Blood suffused his face as he struggled to breathe. Spasms threatened to rend the ligatures of his chest and abdomen. His heels hammered the deck. His beard seemed to bristle like an excrudescence of pain.

Already, his right forearm had begun to darken as if an artery were haemorrhaging.

This was the way the venom affected him. Whether it was triggered by bee stings or spider bites, it focused on his forearm, where Marid's fangs had first pierced his flesh. And every relapse multiplied the danger horrendously.

“Hellfire!” His desperation sounded like fury. “Get back!”

She felt the pressure rising in him, poison mounting toward power, but she did not obey. Around her, the Giants retreated instinctively, mystified by what they were seeing. But Brinn and Hergrom held Covenant's shoulders and ankles, trying to restrain him. Cail touched Linden's arm in warning. She ignored him.

Frantically, she threw her senses into Covenant, scrambled to catch up with the venom so that she might attempt to block it-Once before, she had striven to help him and had learned that the new dimension of her sensitivity worked both ways: it made her so vulnerable that she experienced his illness as if it were her own, as if she were personally diseased by the Sunbane; but it also enabled her to succour him, shore up his life with her own. Now she raced to enter him, fighting to dam the virulence of the poison. His sickness flooded coruscations of malice through her; but she permitted the violation. The pounding along his veins was on its way to his brain.

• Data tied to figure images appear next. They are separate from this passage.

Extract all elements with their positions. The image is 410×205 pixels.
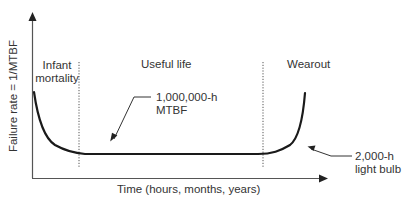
x-axis: [32, 175, 328, 183]
annotation-light-bulb: 2,000-h light bulb: [355, 150, 401, 176]
lightbulb-annotation-line2: light bulb: [355, 163, 401, 176]
lightbulb-leader-line: [311, 149, 352, 156]
infant-label-line2: mortality: [34, 72, 80, 85]
y-axis-arrow-icon: [29, 12, 37, 21]
mtbf-annotation-line2: MTBF: [156, 104, 217, 117]
y-axis-label: Failure rate = 1/MTBF: [7, 39, 19, 153]
mtbf-annotation-line1: 1,000,000-h: [156, 91, 217, 104]
bathtub-curve-diagram: Failure rate = 1/MTBF Time (hours, month…: [0, 0, 410, 205]
annotation-mtbf: 1,000,000-h MTBF: [156, 91, 217, 117]
x-axis-arrow-icon: [319, 175, 328, 183]
region-label-infant-mortality: Infant mortality: [34, 59, 80, 85]
x-axis-label: Time (hours, months, years): [117, 183, 260, 196]
region-label-useful-life: Useful life: [141, 58, 192, 71]
infant-label-line1: Infant: [34, 59, 80, 72]
region-label-wearout: Wearout: [287, 58, 330, 71]
mtbf-leader-line: [114, 97, 151, 139]
lightbulb-annotation-line1: 2,000-h: [355, 150, 401, 163]
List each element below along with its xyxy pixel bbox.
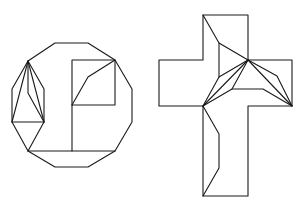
dodecagon-dissection-cut-line	[28, 61, 44, 151]
dodecagon-dissection-cut-line	[28, 61, 44, 122]
cross-dissection-cut-line	[248, 60, 292, 106]
dodecagon-dissection-cut-line	[72, 60, 115, 105]
cross-dissection-cut-line	[203, 106, 219, 196]
dodecagon-dissection-cut-line	[12, 61, 28, 122]
cross-dissection-cut-line	[232, 89, 292, 106]
cross-dissection-outline	[159, 15, 292, 196]
cross-dissection-cut-line	[203, 60, 248, 106]
figure-svg	[0, 0, 301, 208]
dodecagon-dissection	[12, 43, 132, 167]
cross-dissection	[159, 15, 292, 196]
dissection-figure	[0, 0, 301, 208]
dodecagon-dissection-cut-line	[72, 60, 115, 105]
cross-dissection-cut-line	[203, 15, 248, 60]
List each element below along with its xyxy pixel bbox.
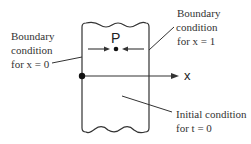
leader-right-boundary (149, 27, 174, 50)
initial-condition-label-line1: Initial condition (176, 107, 247, 121)
x-axis-arrowhead (171, 73, 179, 79)
point-p-dot (114, 47, 119, 52)
origin-dot (79, 73, 85, 79)
initial-condition-label-line2: for t = 0 (176, 121, 212, 135)
boundary-condition-diagram: P x Boundary condition for x = 0 Boundar… (0, 0, 251, 144)
x-axis-label: x (184, 69, 191, 82)
right-boundary-label-line3: for x = 1 (177, 34, 215, 48)
left-arrowhead (104, 47, 110, 52)
left-boundary-label-line3: for x = 0 (11, 57, 49, 71)
left-boundary-label-line1: Boundary (11, 29, 54, 43)
right-boundary-label-line1: Boundary (177, 6, 220, 20)
leader-initial-condition (122, 96, 172, 112)
right-boundary-label-line2: condition (176, 20, 218, 34)
left-boundary-label-line2: condition (11, 43, 53, 57)
right-arrowhead (122, 47, 128, 52)
leader-left-boundary (52, 57, 82, 63)
point-p-label: P (111, 31, 120, 45)
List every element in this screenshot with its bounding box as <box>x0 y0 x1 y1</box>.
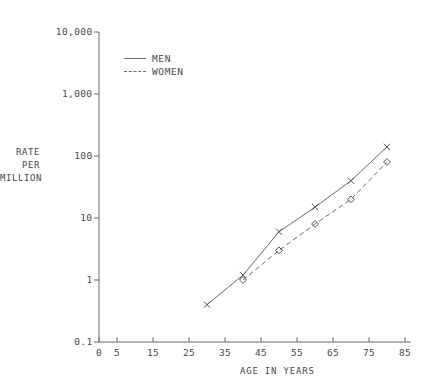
y-axis-title-line: MILLION <box>0 172 40 185</box>
y-tick-label: 0.1 <box>74 336 92 347</box>
x-marker-men <box>240 272 246 278</box>
legend-label-women: WOMEN <box>152 66 184 77</box>
x-tick-label: 85 <box>399 347 411 358</box>
x-marker-men <box>384 144 390 150</box>
x-tick-label: 25 <box>183 347 195 358</box>
y-axis-title: RATE PER MILLION <box>0 146 40 185</box>
solid-line-swatch-icon <box>124 58 146 59</box>
y-tick-label: 10,000 <box>56 26 93 37</box>
x-marker-men <box>348 177 354 183</box>
y-axis-title-line: RATE <box>0 146 40 159</box>
legend-item-men: MEN <box>124 52 184 65</box>
series-line-men <box>207 147 387 305</box>
x-tick-label: 5 <box>114 347 120 358</box>
x-marker-men <box>276 229 282 235</box>
axes-lines <box>99 32 411 342</box>
y-tick-label: 100 <box>74 150 92 161</box>
plot-svg: 0.11101001,00010,000051525354555657585 <box>0 0 444 392</box>
legend: MEN WOMEN <box>124 52 184 78</box>
dashed-line-swatch-icon <box>124 71 146 72</box>
x-tick-label: 0 <box>96 347 102 358</box>
y-tick-label: 10 <box>80 212 92 223</box>
y-tick-label: 1 <box>86 274 92 285</box>
x-tick-label: 65 <box>327 347 339 358</box>
x-tick-label: 45 <box>255 347 267 358</box>
legend-item-women: WOMEN <box>124 65 184 78</box>
x-tick-label: 75 <box>363 347 375 358</box>
x-axis-title: AGE IN YEARS <box>240 366 315 376</box>
chart-canvas: 0.11101001,00010,000051525354555657585 R… <box>0 0 444 392</box>
x-tick-label: 35 <box>219 347 231 358</box>
x-tick-label: 15 <box>147 347 159 358</box>
x-tick-label: 55 <box>291 347 303 358</box>
x-marker-men <box>204 301 210 307</box>
x-marker-men <box>312 204 318 210</box>
y-axis-title-line: PER <box>0 159 40 172</box>
legend-label-men: MEN <box>152 53 171 64</box>
y-tick-label: 1,000 <box>62 88 93 99</box>
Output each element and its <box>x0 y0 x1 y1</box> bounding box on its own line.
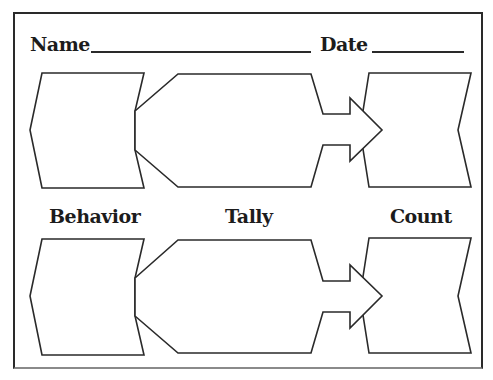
tally-row-shapes <box>0 0 493 380</box>
tally-worksheet: Name Date Behavior Tally Count <box>0 0 493 380</box>
row-1-behavior-box[interactable] <box>30 73 144 188</box>
row-2-tally-arrow[interactable] <box>135 240 382 353</box>
row-1-tally-arrow[interactable] <box>135 74 382 187</box>
row-2-behavior-box[interactable] <box>30 239 144 355</box>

She had to stop it. Without him, there would be no Staff of Law-no meaning for the quest; no hope for the Land; no escape for her from this mad world. His ill hurt her like a repetition of Gibbon-Raver's defilement; but she did not halt, did not—

She was already too late. Even with years of training in the use of her health-sense, she would have been no match for this poison. She lacked that power. Covenant tried to shout again. Then the wild magic went beyond all restraint.

A blast of white fire sprang from his right fist. It shot crookedly into the sky like a howl of pain and rage and protest, rove the air as if he were hurling his extremity at the sun.

The concussion flung Linden away like a bundle of rags. It knocked Brinn back against the railing. Several of the Giants staggered. Before the blast ended, it tore chunks from the roof of Foodfendhall and burned through two of the sails from bottom to top.

It also caught Cail. But he contrived to land in a way which absorbed Linden's fall. She was unhurt. Yet for a moment the sheer force of the detonation-the violence severing her from Covenant-stunned her. White fire and disease recoiled through her, blinding her senses. The entire Giantship seemed to whirl around her. She could not recover her balance, could not stifle the nausea flaming in her.

But then her sight veered back into focus, and she found herself staring at Vain. Sometime during the confusion, the Demondim-spawn had left his position on the foredeck, come aft to watch. Now he stood gazing at Covenant with a ghoulish grin on his teeth, as if he were near the heart of his secret purpose. The iron bands on his right wrist and left ankle-the heels of the Staff of Law-gleamed dully against his black skin.